Excerpts from Leahy’s statement, after the jump.

Here are key portions of Leahy’s statement:

On the administration’s secret dossiers on innocent Americans:

The recent revelation that the Bush Administration, since 9/11, has been compiling secret dossiers on millions of unwitting, law-abiding Americans who travel across our borders, highlights the importance of diligent congressional oversight. It is simply incredible that the Administration is willing to share this sensitive information with foreign governments and even private employers, while refusing to allow U.S. citizens to see or challenge the so-called terror score that the government has assigned them based on their travel habits and schedules.


When done poorly or without proper safeguards and oversight, data banks do not make us safer, they just further erode Americans’ privacy and civil liberties.
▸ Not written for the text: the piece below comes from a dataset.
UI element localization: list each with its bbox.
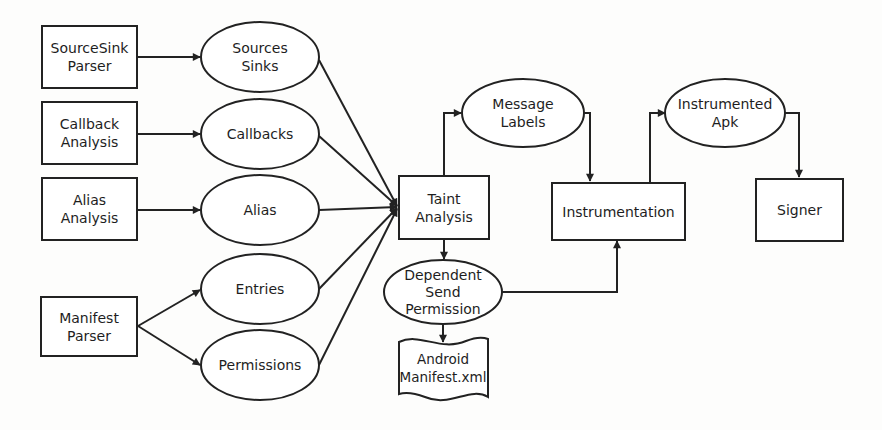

This Administration has gone to unprecedented lengths to hide its own activities from the public, while at the same time collecting and compiling unprecedented amounts of information about every citizen.


New technologies make data banks more powerful and more useful than they have ever been before. They have a place in our security regimen. But powerful tools like this are easy to abuse and are prone to mistakes. A mistake can cost Americans their jobs and wreak havoc in their lives. Mistakes on government watch lists have become legendary in recent years. We need checks and balances to keep government data bases from being misused against the American people.

On detainee treatment:

For more than two years, I have repeatedly sought answers from the FBI, and from others, regarding reported and, in some instances, documented cases of the abuse of detainees in U.S. custody. . .


When Director Mueller appeared before this Committee in May 2004, I asked him if FBI agents had witnessed objectionable interrogation practices in Iraq, Afghanistan or Guantanamo Bay, and he gave a purposefully narrow answer, saying that no FBI agents had witnessed abuses “in Iraq.” Documents released by the FBI in December 2004 made clear that FBI agents witnessed abusive treatment of prisoners at least at Guantanamo Bay, and Director Mueller’s own answers to subsequent questions have shed some more light on the subject than his original answer. The Congress and the American people deserve to know the truth about the Bush Administration’s interrogation policies and practices. I hope that Director Mueller will continue moving away from the Bush Administration’s policy of secrecy and concealment on this issue and toward the responsiveness that the American people deserve.

On the bureau’s lack of Arabic-speaking agents:

The number of FBI translators proficient in Arabic has increased almost 300 percent since 9/11, and the FBI has significantly increased its overall number of linguists. But the FBI still lags far behind when it comes to the number of agents who are proficient in Arabic. Recently, The Washington Post reported that only 33 FBI agents have at least a limited proficiency in Arabic and that only 1 percent of FBI agents have any familiarity with the language at all. If the FBI is to be a world-class intelligence agency, this is a serious problem that it must promptly and adequately address.

On the FBI’s technology woes:

I also remain greatly concerned about the FBI’s new paperless case management system, Sentinel. We have been told that Sentinel will cost the American taxpayers $425 million to complete and that this system will not be fully operational until 2009. On Monday, the Department of Justice Office of Inspector General issued a report finding that the FBI will need an addition $56.7 million to just to pay for Phase II of Sentinel and that there are serious concerns about the adverse impact that these additional costs could have on the FBI’s non-IT programs.


There have also been rumors about growing concern within the FBI that the Bureau will cut other mission-critical programs to pay for this program for several months. In addition, in October, the GAO issued a report that found that the FBI has no plan in place to address future staffing and human capital needs for Sentinel. After watching the FBI waste five years and millions of taxpayer dollars on the Trilogy program, I remain seriously concerned about this project. The American people cannot afford another fiasco.